Anti-trust Commissioner Neelie Kroes hailed the outcome of negotiations with Algerian authorities, concluded on 11 July, as “a major breakthrough in our relations with one of Europe’s most important suppliers for natural gas”. She said the move “eliminates an important obstacle for the creation of a single EU-wide market in gas”.

Until now, natural gas shipments from Algeria have been subject to profit-sharing and territorial-restriction agreements signed with Italian, Portuguese and Spanish energy firms, which have kept the gas from being sold into EU markets beyond the Mediterranean region.

Italian energy frim ENI, for example, had previously agreed with the state-sponsored Algerian energy giant Sonatrach to limit gas sales to within Italy’s borders.

This is not the first time that the Commission has intervened in such cases: ENI and the Austrian firm OMV were both obliged to delete restrictive clauses from their contracts with Russian natural gas supplier Gazprom (see Commission press releases for ENI in 2003 and OMV in 2005).

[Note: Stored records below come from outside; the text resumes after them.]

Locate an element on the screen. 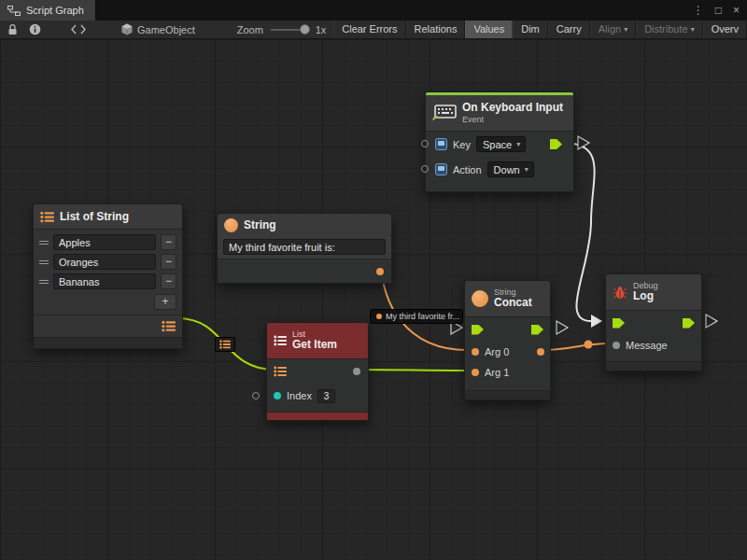 The width and height of the screenshot is (747, 560). wire-value-dot is located at coordinates (588, 345).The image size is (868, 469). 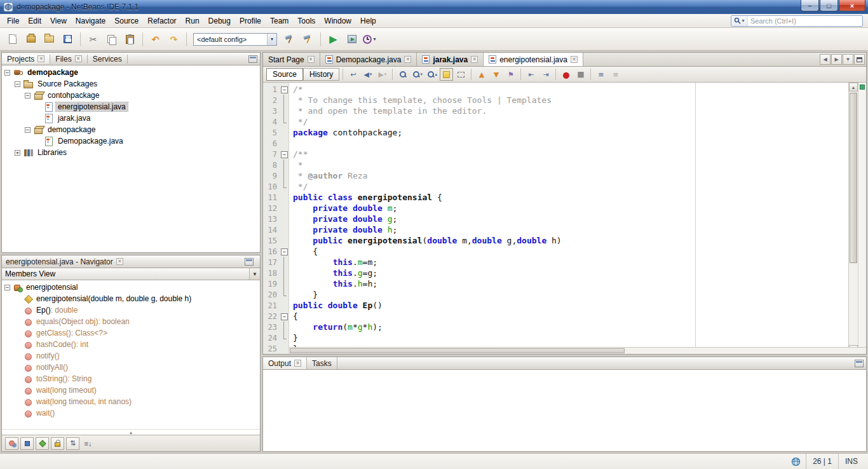 I want to click on tree-row: −contohpackage, so click(x=131, y=95).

Meanwhile, Sonatrach and the Nigerian National Petroleum Corporation are planning the Trans-Saharan Gas Pipeline (TSGP), which will transport up to 30 billion cubic metres of Nigerian natural gas across more than 4300km of desert to EU markets, starting in 2015. 

At a 9 July conference in Brussels designed to attract partners and investors for the project, the TSGP was endorsed by Energy Commissioner Andris Piebalgs as a “promising supply source and route for the EU”.

The TSGP has been in the planning phase for some time but has never attracted enough attention as a viable venture. This is expected to change, however, since the EU is looking to a variety of producer nations to meet rising demand for natural gas, which is expected to increase by at least 1.7% annually over the next decades.